Maurice FitzGerald is a retired VP of Customer Experience for HP's $4 billion software business and was previously VP of Strategy and Customer Experience as well as Chief of Staff for HP in EMEA. He and his brother Peter, an Oxford D.Phil in Cognitive Psychology, have written three books on customer experience strategy and NPS, and a fourth book that focuses on Peter's cartoon illustrations for the first three. All are available from Amazon.

OCX Cognition predicts customer futures. Our breakthrough SaaS solution, Spectrum AI, lets enterprises transform what’s possible in customer experience. Reduce your customer risk, break down silos, and drive speedy action – when you can see what’s coming, you can change the outcome. Building on more that 15 years of CX-focused expertise, we’ve harnessed today’s advances in AI, elastic computing, and data science to deliver on the promise of customer-driven financial results. Learn more at?www.ocxcognition.com.
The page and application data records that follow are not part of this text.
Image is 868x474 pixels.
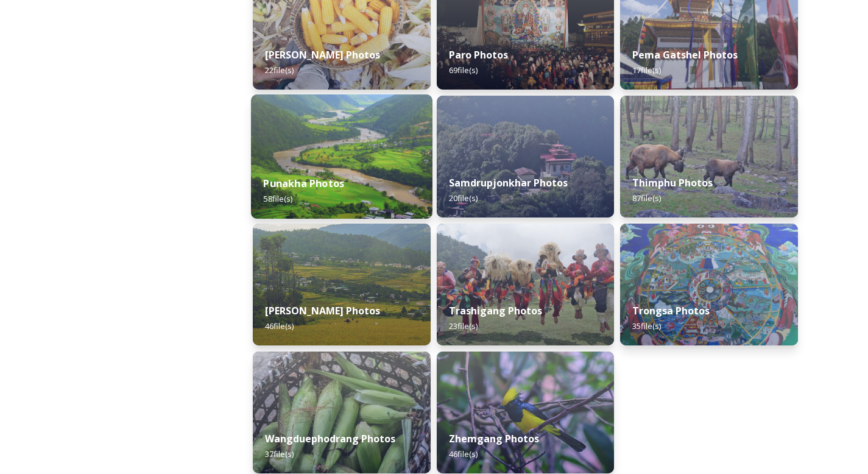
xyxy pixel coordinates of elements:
span: 87 file(s) [632,193,661,203]
strong: Trongsa Photos [632,304,710,317]
span: 37 file(s) [265,448,293,460]
img: Teaser%2520image-%2520Dzo%2520ngkhag.jpg [253,223,431,346]
strong: Samdrupjonkhar Photos [449,176,568,190]
strong: [PERSON_NAME] Photos [265,304,380,317]
span: 35 file(s) [632,321,661,332]
img: trongsadzong5.jpg [620,223,799,346]
img: zhemgang4.jpg [437,351,614,474]
span: 46 file(s) [449,448,478,460]
strong: [PERSON_NAME] Photos [265,48,380,62]
span: 22 file(s) [265,65,293,76]
span: 69 file(s) [449,65,478,76]
img: Takin3%282%29.jpg [620,96,799,218]
span: 58 file(s) [263,193,292,204]
strong: Wangduephodrang Photos [265,432,395,446]
span: 20 file(s) [449,193,478,203]
strong: Punakha Photos [263,177,345,190]
strong: Thimphu Photos [632,176,713,190]
img: dzo1.jpg [251,94,433,218]
img: sakteng%2520festival.jpg [437,223,614,346]
strong: Pema Gatshel Photos [632,48,738,62]
span: 23 file(s) [449,321,478,332]
span: 46 file(s) [265,321,293,332]
strong: Zhemgang Photos [449,432,539,446]
img: local3.jpg [253,351,431,474]
span: 17 file(s) [632,65,661,76]
img: visit%2520tengyezin%2520drawa%2520goenpa.jpg [437,96,614,218]
strong: Paro Photos [449,48,508,62]
strong: Trashigang Photos [449,304,542,317]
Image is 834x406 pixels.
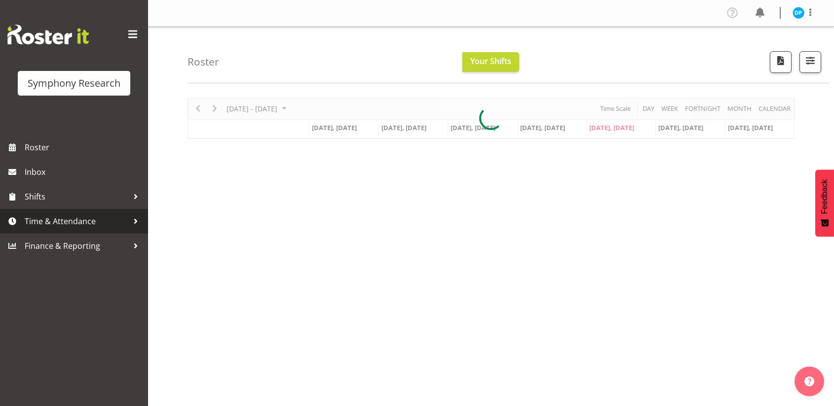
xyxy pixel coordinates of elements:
[770,51,791,73] button: Download a PDF of the roster according to the set date range.
[28,76,120,91] div: Symphony Research
[792,7,804,19] img: divyadeep-parmar11611.jpg
[25,140,143,155] span: Roster
[187,56,219,68] h4: Roster
[804,377,814,387] img: help-xxl-2.png
[462,52,519,72] button: Your Shifts
[25,189,128,204] span: Shifts
[815,170,834,237] button: Feedback - Show survey
[799,51,821,73] button: Filter Shifts
[820,180,829,214] span: Feedback
[25,214,128,229] span: Time & Attendance
[7,25,89,44] img: Rosterit website logo
[25,165,143,180] span: Inbox
[25,239,128,254] span: Finance & Reporting
[470,56,511,67] span: Your Shifts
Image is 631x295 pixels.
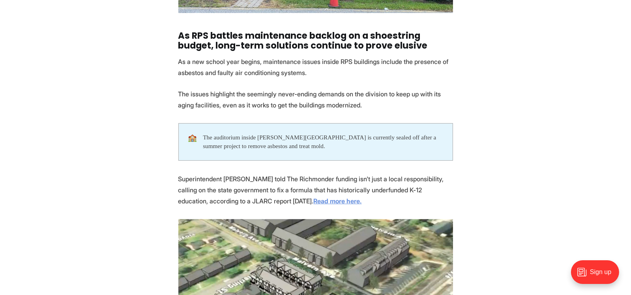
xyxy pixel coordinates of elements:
[178,88,453,110] p: The issues highlight the seemingly never-ending demands on the division to keep up with its aging...
[188,133,203,151] div: 🏫
[178,173,453,206] p: Superintendent [PERSON_NAME] told The Richmonder funding isn't just a local responsibility, calli...
[314,197,362,205] a: Read more here.
[564,256,631,295] iframe: portal-trigger
[178,31,453,51] h3: As RPS battles maintenance backlog on a shoestring budget, long-term solutions continue to prove ...
[203,133,443,151] div: The auditorium inside [PERSON_NAME][GEOGRAPHIC_DATA] is currently sealed off after a summer proje...
[178,56,453,78] p: As a new school year begins, maintenance issues inside RPS buildings include the presence of asbe...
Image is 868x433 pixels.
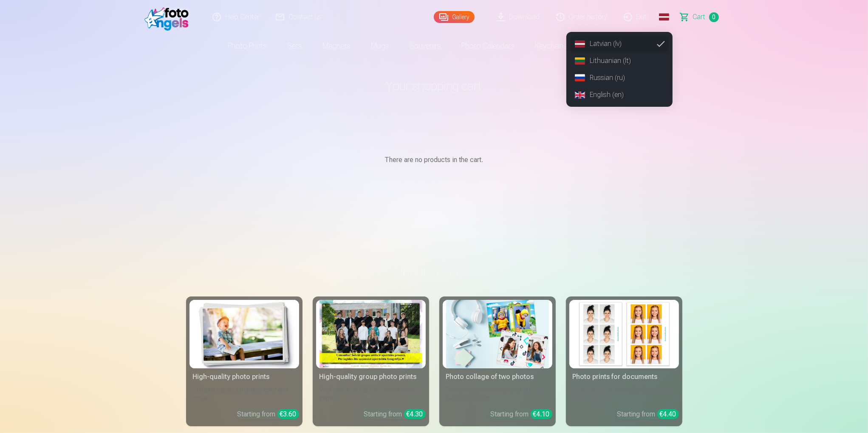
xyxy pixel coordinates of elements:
font: €4.10 [533,410,550,418]
font: Lithuanian (lt) [590,57,631,64]
font: Latvian (lv) [590,39,622,48]
font: Russian (ru) [590,73,626,82]
a: Photo calendars [452,34,525,58]
font: Photo prints for documents [573,373,658,381]
img: Photo collage of two photos [446,300,549,369]
font: Starting from [617,410,655,418]
a: Keychains [525,34,578,58]
font: Download [509,13,540,21]
font: Starting from [364,410,402,418]
font: Contact us [288,13,322,21]
img: High-quality photo prints [193,300,295,369]
img: Photo prints for documents [573,300,676,369]
font: Cart [693,13,705,21]
font: Help Center [225,13,260,21]
font: Exit [636,13,647,21]
font: 0 [712,14,715,20]
font: Souvenirs [409,41,441,50]
font: English (en) [590,91,624,98]
font: Universal photo prints for documents (6 photos) [573,386,672,401]
font: Photo prints [403,264,465,279]
a: Sets [278,34,313,58]
a: Souvenirs [399,34,452,58]
a: Magnets [313,34,361,58]
font: There are no products in the cart. [385,156,483,164]
font: High-quality group photo prints [319,373,417,381]
font: Starting from [238,410,276,418]
a: Gallery [434,11,475,23]
font: 210 gsm paper, saturated color and detail [193,386,288,401]
font: Vivid colors on Fuji Film Crystal photo paper [319,386,417,401]
font: High-quality photo prints [193,373,270,381]
font: Magnets [323,41,351,50]
font: €4.40 [659,410,676,418]
font: Order history [569,13,608,21]
font: Your shopping cart [386,78,482,93]
font: Keychains [535,41,568,50]
font: Photo calendars [462,41,515,50]
a: Mugs [361,34,399,58]
font: Photo collage of two photos [446,373,534,381]
font: Photo prints [228,41,267,50]
a: High-quality group photo printsVivid colors on Fuji Film Crystal photo paperStarting from €4.30 [313,296,429,426]
font: Starting from [491,410,529,418]
font: Gallery [452,14,469,20]
font: Mugs [371,41,389,50]
font: €3.60 [280,410,297,418]
a: High-quality photo printsHigh-quality photo prints210 gsm paper, saturated color and detailStarti... [186,296,303,426]
a: Photo collage of two photosPhoto collage of two photosTwo unforgettable moments in one beautiful ... [439,296,556,426]
a: Photo prints [218,34,278,58]
font: €4.30 [406,410,423,418]
font: Sets [288,41,303,50]
a: Photo prints for documentsPhoto prints for documentsUniversal photo prints for documents (6 photo... [566,296,682,426]
font: Two unforgettable moments in one beautiful picture [446,386,540,401]
img: /fa1 [144,4,193,30]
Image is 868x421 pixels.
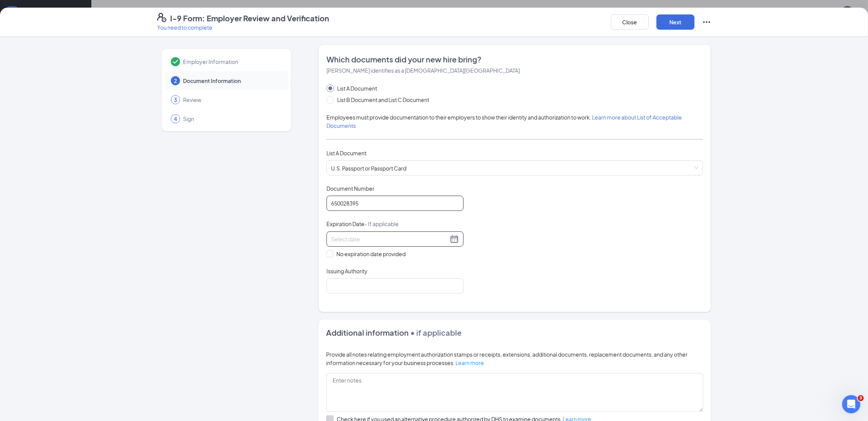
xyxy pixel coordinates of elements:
[183,58,281,66] span: Employer Information
[326,328,409,337] span: Additional information
[327,149,367,157] span: List A Document
[158,24,330,31] p: You need to complete
[657,15,695,30] button: Next
[170,13,330,24] h4: I-9 Form: Employer Review and Verification
[174,115,177,123] span: 4
[183,77,281,85] span: Document Information
[842,395,861,414] iframe: Intercom live chat
[183,96,281,104] span: Review
[327,267,368,275] span: Issuing Authority
[327,221,399,228] span: Expiration Date
[858,395,864,402] span: 3
[326,351,688,366] span: Provide all notes relating employment authorization stamps or receipts, extensions, additional do...
[183,115,281,123] span: Sign
[611,15,649,30] button: Close
[334,84,381,93] span: List A Document
[333,250,409,258] span: No expiration date provided
[332,235,448,243] input: Select date
[327,54,703,65] span: Which documents did your new hire bring?
[409,328,462,337] span: • if applicable
[334,96,433,104] span: List B Document and List C Document
[174,96,177,104] span: 3
[327,185,374,192] span: Document Number
[158,13,167,22] svg: FormI9EVerifyIcon
[327,114,682,129] span: Employees must provide documentation to their employers to show their identity and authorization ...
[327,67,520,74] span: [PERSON_NAME] identifies as a [DEMOGRAPHIC_DATA][GEOGRAPHIC_DATA]
[364,221,399,228] span: - If applicable
[455,360,485,366] a: Learn more
[332,160,699,175] span: U.S. Passport or Passport Card
[171,57,180,67] svg: Checkmark
[702,17,711,26] svg: Ellipses
[174,77,177,85] span: 2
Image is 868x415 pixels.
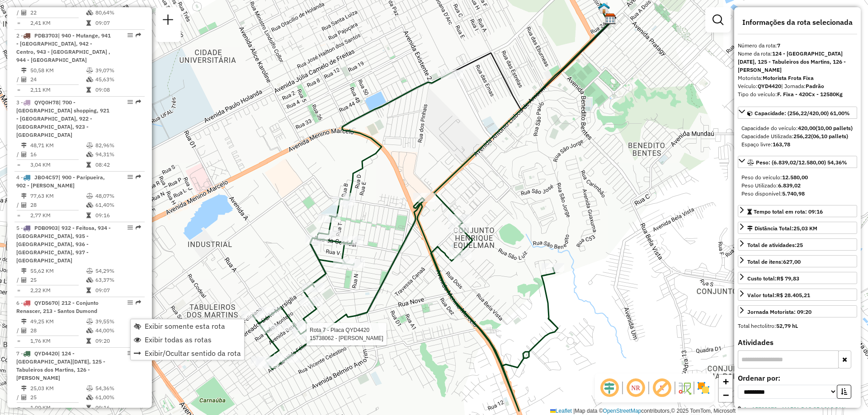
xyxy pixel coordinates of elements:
em: Rota exportada [136,174,141,180]
div: Número da rota: [737,41,857,50]
em: Rota exportada [136,300,141,306]
td: = [16,211,21,220]
strong: R$ 28.405,21 [776,292,810,299]
span: Exibir todas as rotas [144,336,211,344]
label: Ordenar por: [737,373,857,384]
strong: 5.740,98 [782,190,804,197]
td: 2,22 KM [30,286,86,295]
div: Motorista: [737,74,857,82]
strong: 256,22 [793,133,811,139]
div: Veículo: [737,82,857,91]
strong: 163,78 [772,141,790,148]
div: Peso disponível: [742,190,853,198]
td: 39,55% [95,317,141,326]
span: Tempo total em rota: 09:16 [754,209,822,215]
span: | [573,408,574,414]
td: 09:07 [95,286,141,295]
a: Valor total:R$ 28.405,21 [737,289,857,301]
strong: Motorista Frota Fixa [762,74,814,81]
a: Peso: (6.839,02/12.580,00) 54,36% [737,156,857,168]
td: 25 [30,276,86,285]
span: QYD4420 [34,350,58,357]
span: Total de atividades: [747,241,803,249]
i: % de utilização do peso [86,143,93,149]
span: 25,03 KM [793,225,817,232]
span: Exibir/Ocultar sentido da rota [144,350,241,357]
td: 54,36% [95,384,141,393]
a: Total de atividades:25 [737,239,857,251]
i: % de utilização do peso [86,194,93,199]
em: Opções [127,351,133,356]
td: / [16,8,21,17]
td: 49,25 KM [30,317,86,326]
span: QYD5670 [34,299,58,306]
strong: (06,10 pallets) [811,133,848,139]
i: Tempo total em rota [86,213,91,219]
div: Valor total: [747,291,810,299]
i: % de utilização do peso [86,319,93,324]
td: = [16,19,21,28]
td: 55,62 KM [30,266,86,276]
strong: QYD4420 [757,83,781,89]
i: % de utilização da cubagem [86,152,93,157]
span: Exibir somente esta rota [144,323,225,330]
span: | 932 - Feitosa, 934 - [GEOGRAPHIC_DATA], 935 - [GEOGRAPHIC_DATA], 936 - [GEOGRAPHIC_DATA], 937 -... [16,224,111,264]
i: % de utilização da cubagem [86,202,93,208]
strong: (10,00 pallets) [815,125,852,131]
a: Zoom in [719,375,732,389]
div: Capacidade do veículo: [742,124,853,132]
td: 94,31% [95,150,141,159]
td: 2,11 KM [30,86,86,94]
i: Distância Total [21,269,26,274]
td: 48,07% [95,191,141,201]
div: Distância Total: [747,224,817,233]
i: Distância Total [21,68,26,73]
i: Tempo total em rota [86,20,91,26]
strong: 627,00 [783,259,800,265]
div: Tipo do veículo: [737,91,857,99]
td: 22 [30,8,86,17]
span: 2 - [16,32,111,64]
strong: 12.580,00 [782,174,808,181]
em: Rota exportada [136,99,141,105]
td: / [16,276,21,285]
span: − [723,389,729,401]
td: / [16,393,21,402]
td: 3,04 KM [30,161,86,169]
a: OpenStreetMap [603,408,642,414]
i: Total de Atividades [21,328,26,334]
td: 28 [30,201,86,210]
i: % de utilização do peso [86,386,93,391]
span: 5 - [16,224,111,264]
span: 7 - [16,350,105,381]
span: | 940 - Mutange, 941 - [GEOGRAPHIC_DATA], 942 - Centro, 943 - [GEOGRAPHIC_DATA] , 944 - [GEOGRAPH... [16,32,111,64]
span: | 900 - Paripueira, 902 - [PERSON_NAME] [16,174,105,189]
td: 16 [30,150,86,159]
a: Nova sessão e pesquisa [159,11,177,31]
i: Total de Atividades [21,152,26,157]
h4: Atividades [737,339,857,347]
em: Rota exportada [136,33,141,38]
a: Leaflet [550,408,572,414]
span: 6 - [16,299,99,314]
td: 2,77 KM [30,211,86,220]
td: 09:07 [95,19,141,28]
em: Opções [127,225,133,231]
td: / [16,326,21,335]
i: Total de Atividades [21,277,26,283]
td: 44,00% [95,326,141,335]
i: Tempo total em rota [86,87,91,93]
td: 09:16 [95,211,141,220]
td: = [16,404,21,413]
em: Opções [127,33,133,38]
li: Exibir somente esta rota [131,319,244,333]
img: CDD Maceio [604,13,616,25]
span: | 700 - [GEOGRAPHIC_DATA] shopping, 921 - [GEOGRAPHIC_DATA], 922 - [GEOGRAPHIC_DATA], 923 - [GEOG... [16,99,109,139]
strong: 52,79 hL [776,323,798,329]
li: Exibir todas as rotas [131,333,244,346]
strong: 124 - [GEOGRAPHIC_DATA][DATE], 125 - Tabuleiros dos Martins, 126 - [PERSON_NAME] [737,50,846,73]
td: 63,37% [95,276,141,285]
span: + [723,376,729,387]
strong: 6.839,02 [778,182,800,189]
div: Map data © contributors,© 2025 TomTom, Microsoft [548,408,737,415]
The author can be reached here on LinkedIn or at?[email protected]. Please let me know what you think and what sort of content you would like to see here.

Jay Callery

CX at Philips Healthcare

3 年

I think the CX industry needs clear definitions for what a survey is versus asking for customer feedback. Your research proves the point that surveying might simply just be user research, but good companies should acknowledge that in their survey invitation statements. Now asking for customer feedback should always require a (consented) follow-up. Great insights thank you for sharing.